Diocese votes to split from US Episcopal Church
The Diocese of San Joaquin has voted to become the first to split away from the US Episcopal Church on the issue of homosexuality. A diocese spokesman, the Rev Van McCalister, said the diocese had voted to remove all references to the Episcopal Church from its constitution.
The vote at their national convention on Saturday was overwhelming, with 173 clergy and lay members voting to leave the national church compared to only 22 voting to stay, reports AP.
The split has come about due to profound differences over the issue of homosexuality. The US Episcopal Church has taken an increasingly liberal stance on the issue by permitting same sex blessings and by failing to renounce the principle of homosexual bishops.
Divisions deepened in 2003 when Gene Robinson of New Hampshire was consecrated as the first openly gay bishop in the Anglican Communion.
The Diocese of San Joaquin is now planning to align itself with the conservative Anglican Province of the Southern Cone in South America, headed by Archbishop Gregory Venables of Argentina.
It is highly likely that the Episcopal Church will claim property rights of the diocese's real estate, worth millions of dollars, in which case a legal battle could ensue. When parishes have split from the Church previously, the courts have tended to rule in favour of the Episcopal Church rather than the seceding parish.
According to AP, McCalister said, "We have leadership in the Episcopal Church that has drastically and radically changed directions.
"They have pulled the rug out from under us. They've started teaching something very different, something very new and novel, and it's impossible for us to follow a leadership that has so drastically reinvented itself."
The Presiding Bishop of the Episcopal Church, Katharine Jefferts Schori warned the Bishop of San Joaquin, John-David Schofield, against splitting from the national Church. However, she did not name the specific consequences of such an act.
She said, "We deeply regret their unwillingness or inability to live within the historical Anglican understanding of comprehensiveness. We wish them to know of our prayers for them and their journey," reports AP.
Around five of the 47 parishes in the diocese wish to remain as part of the Episcopal Church. It is as yet unsure what will happen to them.
Schori, meanwhile, has made it clear that any vote to split from the Church would mean that new leadership would be found and the Episcopal Church would continue to have its own diocese in San Joaquin.
She said, "The Episcopal Church will continue in the Diocese of San Joaquin, albeit with new leadership," reports AP.
One of the co-founders of Remain Episcopal, a group which campaigned against splitting in San Joaquin said she was "very disappointed".
Nancy Key, who is a member of Holy Family Episcopal Church in Fresno said, "This has been threatening to split our diocese apart for a long time. We feel like what we want to do is follow Christ, who included all, and used all of us for his ministry. And that didn't happen today," according to AP.
Around 55 out of 7,000 Episcopal parishes have already split from the national Church in recent years, some of which have become affiliated with other Anglican provinces who share their conservative views, particularly those of the Global South movement in Africa, Asia and South America.
For a diocese to split from the Episcopal Church, two votes a year apart are required. The Dioceses of Fort Worth, Quincy and Pittsburgh have already voted once to split. Another vote next year could see them split finally as San Joaquin has done.
Speaking at the convention at which the vote took place, Bishop Schofield said the vote was "all about freedom", reports AP.
He said, "It is about freedom to remain who we are in Christ. It is freedom to honour the authority of Scripture. It is freedom to worship with the Prayer Book we know and freedom from innovations and services that are contrary to the Word of God."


§ What to do: Write the line that contains "pyautogui.click(x=<x>, y=<y>)" and each one after it, word for word, ending with the final line of the data.
====
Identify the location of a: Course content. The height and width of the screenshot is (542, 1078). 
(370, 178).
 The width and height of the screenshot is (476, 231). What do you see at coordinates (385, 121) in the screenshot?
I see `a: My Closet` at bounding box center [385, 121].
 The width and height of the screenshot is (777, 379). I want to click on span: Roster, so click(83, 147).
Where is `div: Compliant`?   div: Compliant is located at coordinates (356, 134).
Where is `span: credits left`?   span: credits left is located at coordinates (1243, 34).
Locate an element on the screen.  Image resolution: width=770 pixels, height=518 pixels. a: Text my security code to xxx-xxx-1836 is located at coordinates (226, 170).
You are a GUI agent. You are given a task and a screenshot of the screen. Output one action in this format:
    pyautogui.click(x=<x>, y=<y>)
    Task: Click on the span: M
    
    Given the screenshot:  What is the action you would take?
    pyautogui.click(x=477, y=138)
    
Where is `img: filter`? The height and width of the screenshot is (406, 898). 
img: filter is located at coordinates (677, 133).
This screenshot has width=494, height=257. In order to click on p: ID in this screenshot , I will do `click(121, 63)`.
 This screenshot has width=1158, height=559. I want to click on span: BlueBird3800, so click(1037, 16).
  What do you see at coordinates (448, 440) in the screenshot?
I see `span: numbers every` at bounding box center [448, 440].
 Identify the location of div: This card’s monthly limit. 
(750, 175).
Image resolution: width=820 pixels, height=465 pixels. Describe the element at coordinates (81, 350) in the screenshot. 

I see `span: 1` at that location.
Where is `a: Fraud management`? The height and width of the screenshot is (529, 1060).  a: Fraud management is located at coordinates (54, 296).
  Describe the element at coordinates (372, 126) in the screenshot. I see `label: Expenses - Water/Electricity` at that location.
====
§ Finished task:
    pyautogui.click(x=<x>, y=<y>)
    Task: Click on the span: M
    
    Given the screenshot:  What is the action you would take?
    pyautogui.click(x=477, y=138)
    
Where is `img: filter`? The height and width of the screenshot is (406, 898). 
img: filter is located at coordinates (677, 133).
This screenshot has width=494, height=257. In order to click on p: ID in this screenshot , I will do `click(121, 63)`.
 This screenshot has width=1158, height=559. I want to click on span: BlueBird3800, so click(1037, 16).
  What do you see at coordinates (448, 440) in the screenshot?
I see `span: numbers every` at bounding box center [448, 440].
 Identify the location of div: This card’s monthly limit. 
(750, 175).
Image resolution: width=820 pixels, height=465 pixels. Describe the element at coordinates (81, 350) in the screenshot. 

I see `span: 1` at that location.
Where is `a: Fraud management`? The height and width of the screenshot is (529, 1060).  a: Fraud management is located at coordinates (54, 296).
  Describe the element at coordinates (372, 126) in the screenshot. I see `label: Expenses - Water/Electricity` at that location.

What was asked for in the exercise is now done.